Filmmaker: Is it a problem for you that you don’t follow the auteur route, and that people do not think of a particular kind of film when they hear your name?
Crowley: Of course. It’s a style of directing that I favor which is that I’m never very interested in work that screams “Look at me!,” I’m always much more interested in the work itself. Oftentimes, films that say “Look at me!” will get more notice than films which are just films, which are what they’re about. There are times when I think I should do something which is more self-consciously stylish, but then I think “Why?” I’ve never done anything to do it for a career move, I’ve always done it because it’s drawn me and interested me and I’ve thought, “I’d be happy making this for a year.” It took a very long time to develop Is Anybody There?, and I decided it was going to be my next film. After Intermission had opened, I was offered a lot of big films and I think back, “I should have been directing more.” Not necessarily the big films, but I don’t think I would spend the same amount of time not actually putting work out, as I did in the lead-up to this. You know that you can hold out for it, that you’re capable of turning stuff down that might be a lot splashier and a lot more lucrative and might get you in s different place on the chessboard – but what do you do then? Then you’re only going to want to do something bigger and better on that level. Trying to figure a way through who you are and what you can infuse your work with is very hard, but much more interesting to me.
Filmmaker: The relationship between Michael Caine and Bill Milner’s characters is central to the film, and so were you able to gauge if there would be a chemistry between them prior to shooting the film?
Crowley: No. What you do is you trust the piece of casting in itself. I knew that Michael wasn’t a tricky customer, in the sense that he’s constantly professional. When we met for lunch, we talked about the script, we talked about films, about everything, and after about an hour he looked at me and went, “We’re going to be alright, aren’t we?” and I went, “Yeah, we are.” I think Michael can turn up and work perfectly well with people he doesn’t get on with and then go home, so I didn’t think that I was trying to cast two very prickly characters. I knew that if we got [the actor playing] Edward right, there wouldn’t be any reason Michael couldn’t work with him because he didn’t feel like that kind of creature. He just needed to trust that we got the best actor for the role and there was no question of that because, very quickly, they started sparking off each other in a way that was very organic.
Filmmaker: You mentioned that you’d never seen a film set in a nursing home before, and I’d imagine there were unique challenges to working with such a predominantly elderly cast.
Crowley: Things moved very slowly in between set-ups.
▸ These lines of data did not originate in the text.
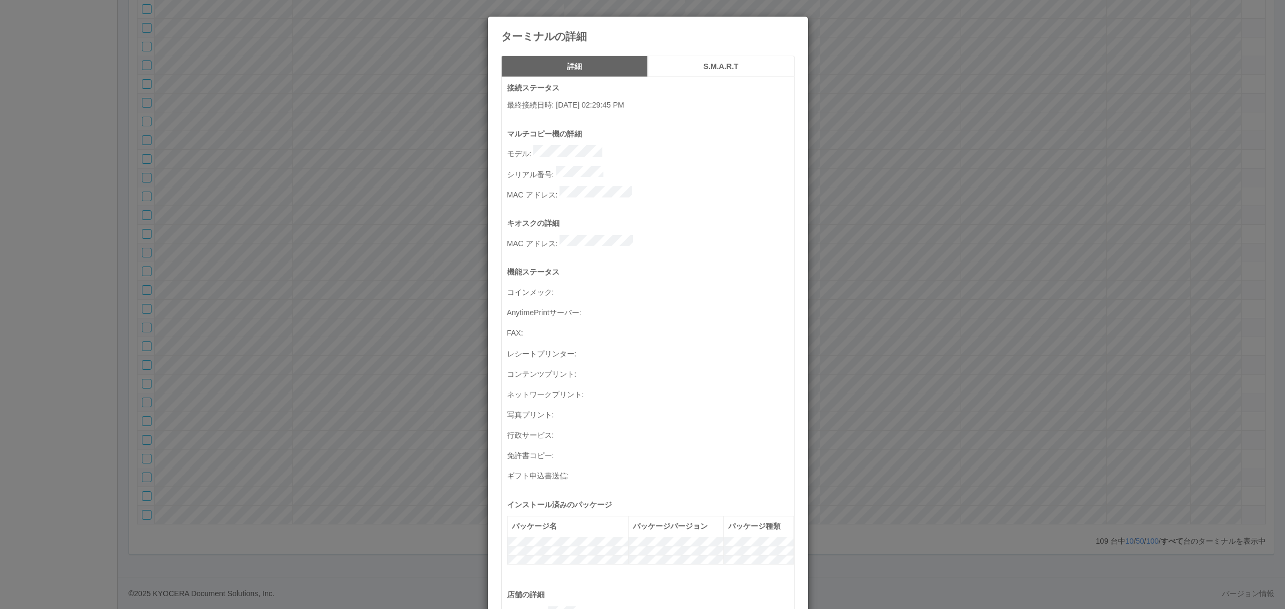  Describe the element at coordinates (575, 66) in the screenshot. I see `h5: 詳細` at that location.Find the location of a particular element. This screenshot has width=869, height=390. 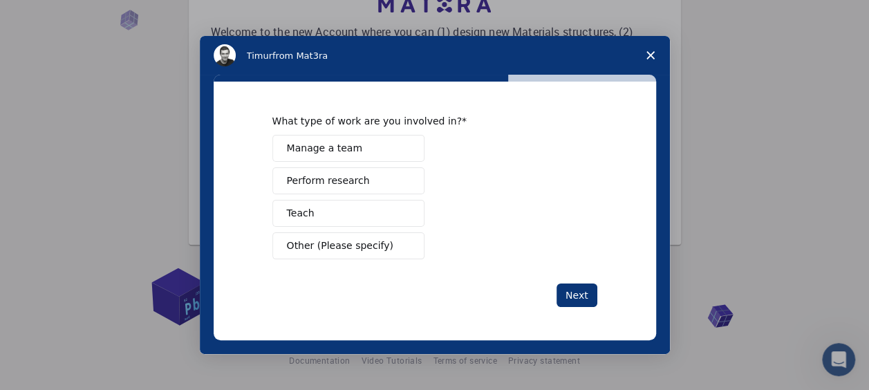

button: Teach is located at coordinates (348, 213).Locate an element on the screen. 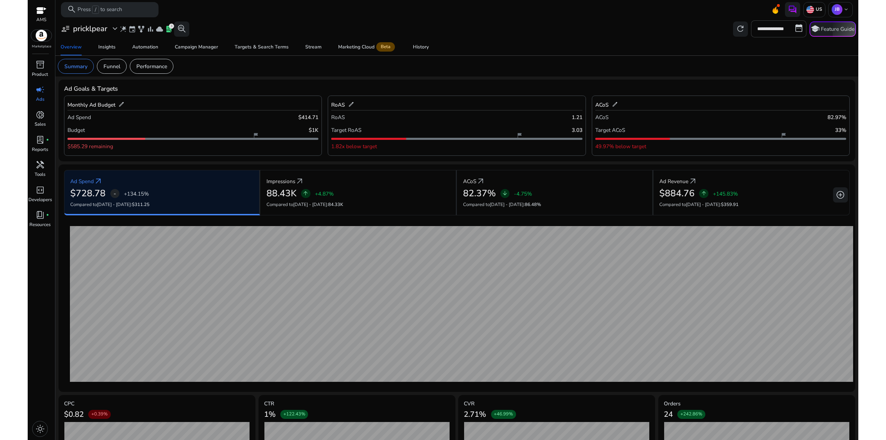 The image size is (886, 440). p: Product is located at coordinates (40, 75).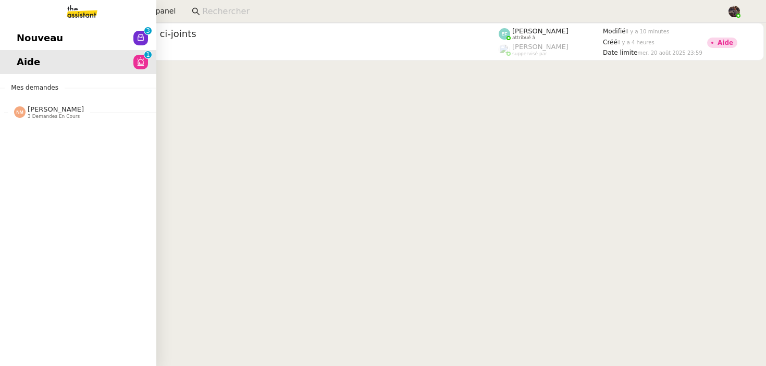  Describe the element at coordinates (551, 34) in the screenshot. I see `app-user-label: attribué à` at that location.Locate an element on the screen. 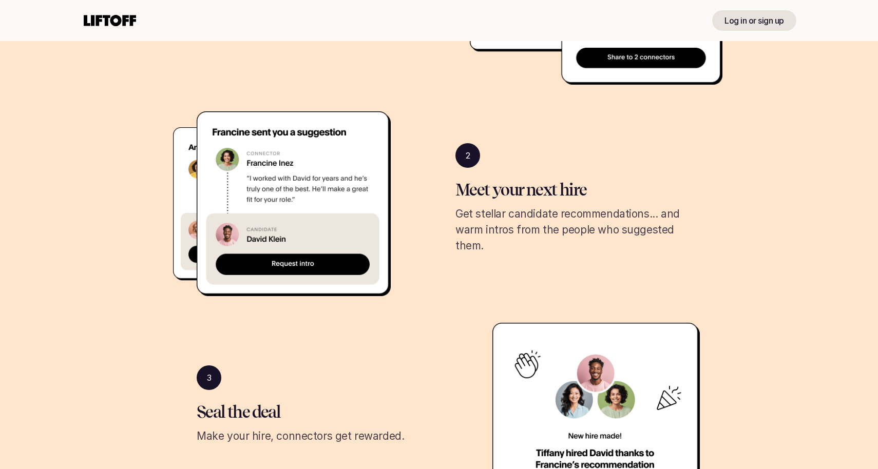  p: 3 is located at coordinates (209, 378).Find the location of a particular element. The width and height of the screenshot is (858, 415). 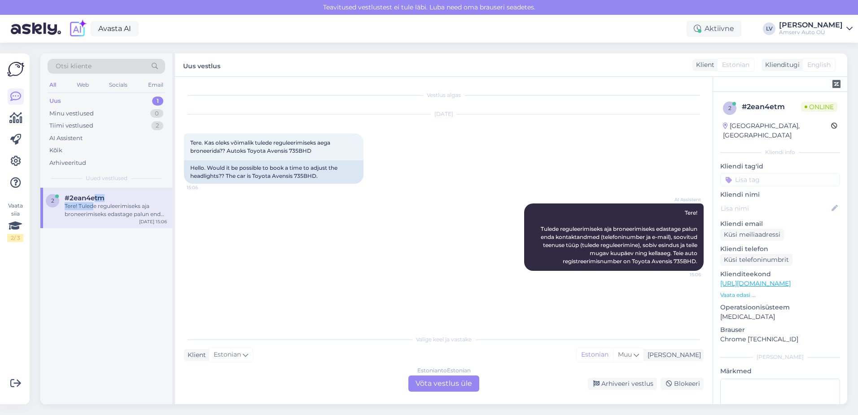

input: Lisa nimi is located at coordinates (775, 208).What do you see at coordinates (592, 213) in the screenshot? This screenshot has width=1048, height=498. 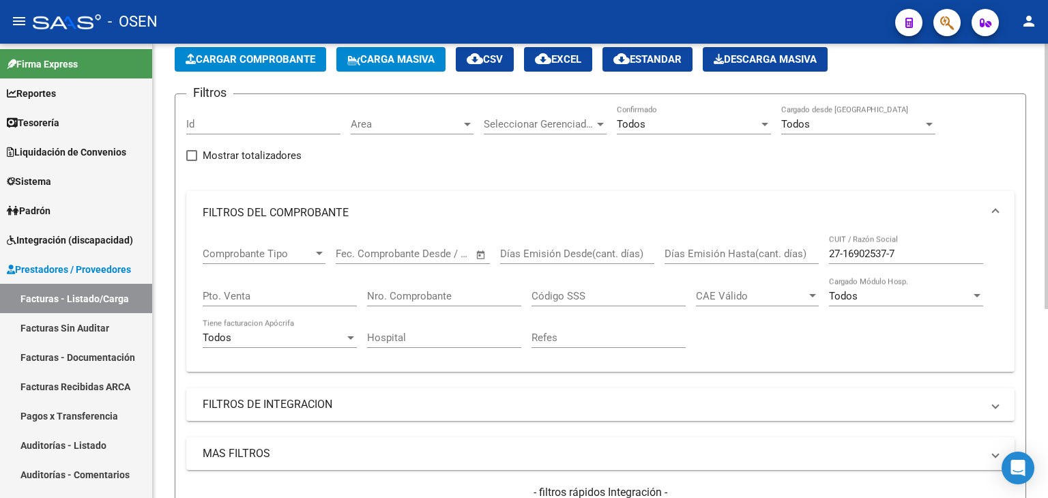 I see `mat-panel-title: FILTROS DEL COMPROBANTE` at bounding box center [592, 213].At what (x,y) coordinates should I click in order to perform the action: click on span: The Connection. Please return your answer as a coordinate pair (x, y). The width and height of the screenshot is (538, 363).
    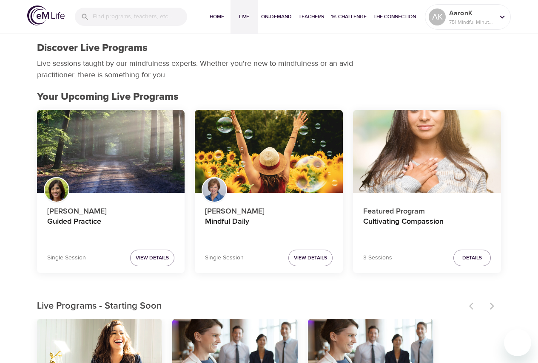
    Looking at the image, I should click on (394, 17).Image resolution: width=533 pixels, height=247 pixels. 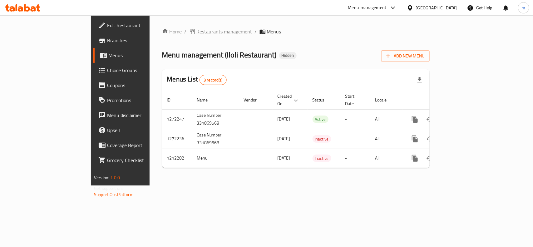 What do you see at coordinates (406, 56) in the screenshot?
I see `span: Add New Menu` at bounding box center [406, 56].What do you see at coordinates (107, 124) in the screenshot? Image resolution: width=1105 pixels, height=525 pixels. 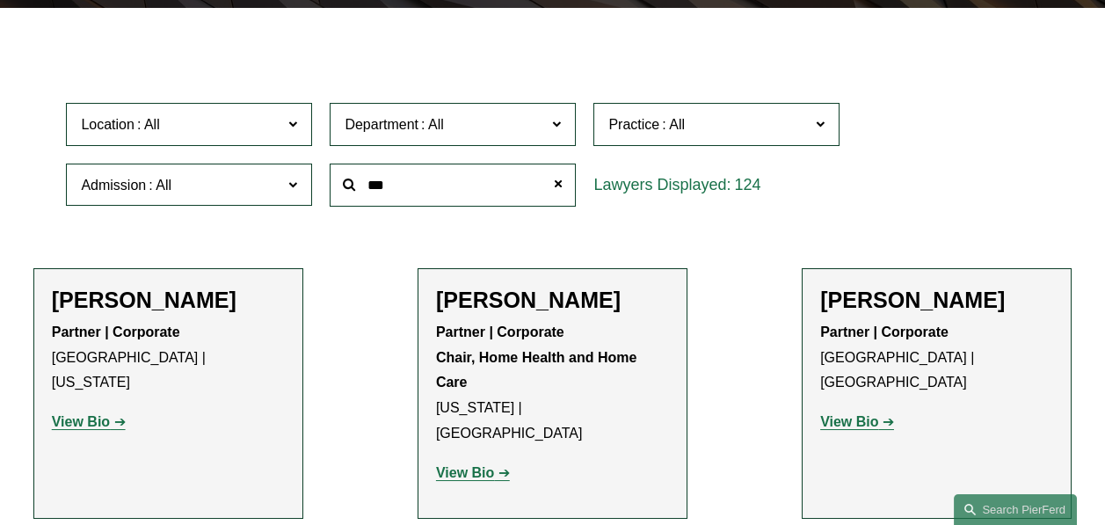 I see `span: Location` at bounding box center [107, 124]. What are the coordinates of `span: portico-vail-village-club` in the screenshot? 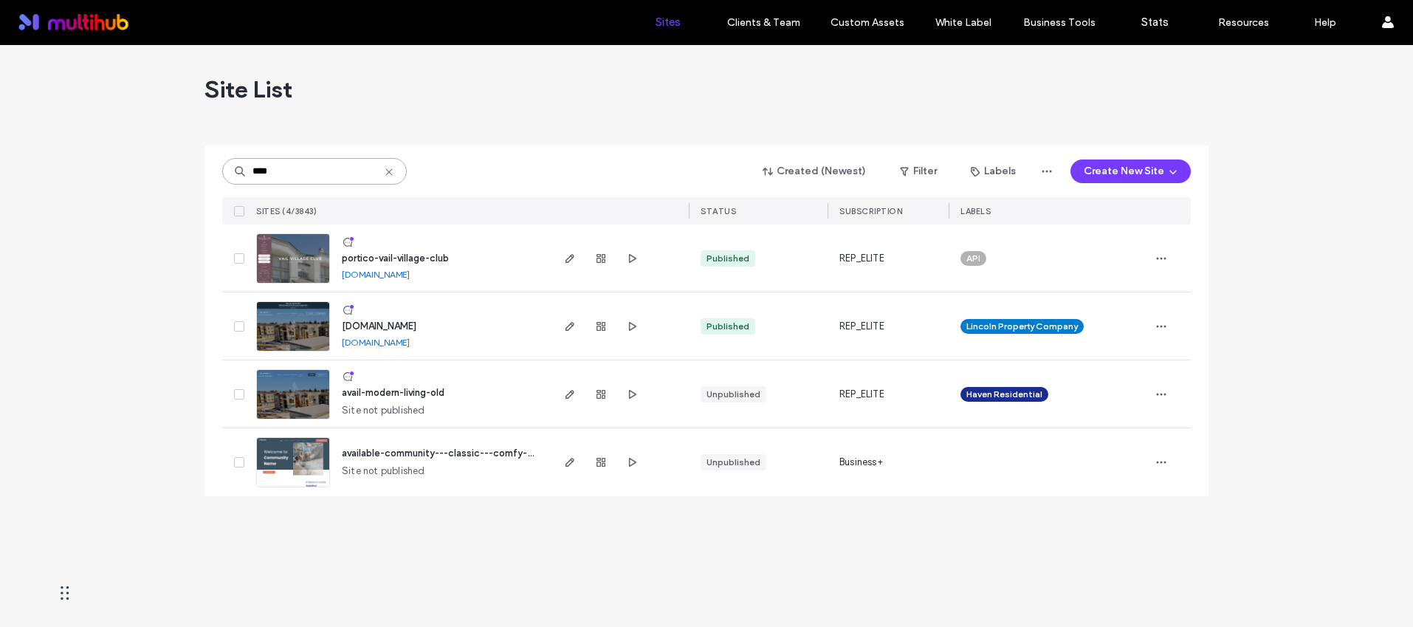 It's located at (395, 258).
The minibus would arrive on set every morning and disgorge these gorgeous but rather slow-moving actors who would all begin talking at me simultaneously (“Hello, darling, how are you?!”) and that would be the way it was. It was great fun, but yes, there were challenges. The insurance was quite scary, and especially when we were going to stand all of them out on a freezing cold November afternoon and rain on them. We had a sea of people standing by with pneumonia blankets and heaters to leap on them after this one take. I love being around actors and I love being around older actors, and I find their dignity that comes with people who have raised children and grandchildren in one of the most precarious professions in the world is incredible. And that they’re still able to do it. The amount of experience and the stories and the 50s in the theater, I’m a sucker for all that kind of stuff, so it was amazing, it was quite special. They all sort of knew each other – there were a few old spats that hadn’t been sorted for many a year that were solved on that set, so it was good fun.
Filmmaker: You had an incredibly successful run with Martin McDonagh’s The Pillowman in between making Intermission and Boy A. How integral is theater directing to your artistic identity at this point?
Crowley: Well, I’m sort of in a luxurious position where if Martin McDonagh comes to you and says, “Here’s a new play, have a look at it,” it’s amazing. Filmmaking excites me beyond belief, and growing my own projects from scratch and developing them with writers is the thing that I want to do. Theater and film complement each other in an odd way: what you do is still directing actors but it’s to very different ends. I do love the filming process – I love the length of it, the fact that meaning gets fundamentally turned on its head and pulled apart and distilled in the editing process. But then you have the preview process in the theater: two of the most thrilling nights of my life were the first previews of The Pillowman in London and here on Broadway. You’ve got an audience who knows nothing about it, and every beat is unfolding for them for the first time. There’s a charge in the air which is incomparable, and that’s written on the wind. If you weren’t there, you weren’t there. There’s no record for it, and that’s quite sad because with film if you get it, if you nail a performance and the camera’s in focus, you’ve got it. I think that I quite like doing the two, but film has more focus for me really.
Filmmaker: I believe you were at the Donmar Warehouse in London under Sam Mendes.
Crowley: Yes, Sam was the one who brought me in there for the first play I directed there, and then he asked me to become an associate director there, which meant basically having a desk there and doing one or two plays a year there. We were quite different and I think that’s what drew him to me, because we had quite different tastes and different styles and aesthetics as directors. When he went to make films, it was amazing that he leapt straight in with American Beauty – and quite inspiring – but he was on a very different path from what I knew would be the truthful one for me to start making films. He’s carried on on that level and it’s just a sort of different approach to doing what you do, but it’s no less true to who each of us are. What was interesting was that in one film he put paid to the notion that theater directors can’t make films, even though you can point at countless examples since the invention of cinema. [laughs] Some directors are more cinematic than others, but it’s not a race, it’s “Is it any good or not? Is it truthful or not?”
Filmmaker: What’s the strangest experience you’ve had during your time in the film industry?
Crowley: The very first thing that I did was a Beckett film, Come and Go, as part of the Beckett on Film series, and it was a one-day. I was terrified because I was the only person on set who hadn’t been on a film set before. It was on a soundstage and at 8 o’clock the actors turned up and were ready to go, and the second I got on the soundstage I felt an eerie calm come over me. I suddenly felt, “Oh, my God, I’ve never felt this relaxed in the theater.” It was weird.
Filmmaker: What was your dream job as a kid?
Crowley: When I was very young, it was a fireman because I wanted to be like my old man. Then, actually, I got interested in films, but in that way that you love films and you don’t quite distinguish that somebody directs them and somebody acts in them, you just want to be in them. Somewhere around 17 or 18, the idea of directing films appealed, but it felt so miles away from anything you could do in Ireland. It was pre-camcorders, and getting your hands on the actual resources to do it felt akin to joining NASA. So I stumbled into the theater that way but, if I’m to be honest, the desire to make films was always there.
Filmmaker: What’s the smartest decision you ever made?
Crowley: I’m still waiting for it to happen, to be honest. [laughs] I can’t look back at one and say, “Oh, that was really smart,” I’ve just sort of stumbled blindly from mistake to mistake and somehow it works out OK in the end. [laughs] It works out, but it never looks that way when I’m pointing forward. It looks like chaos.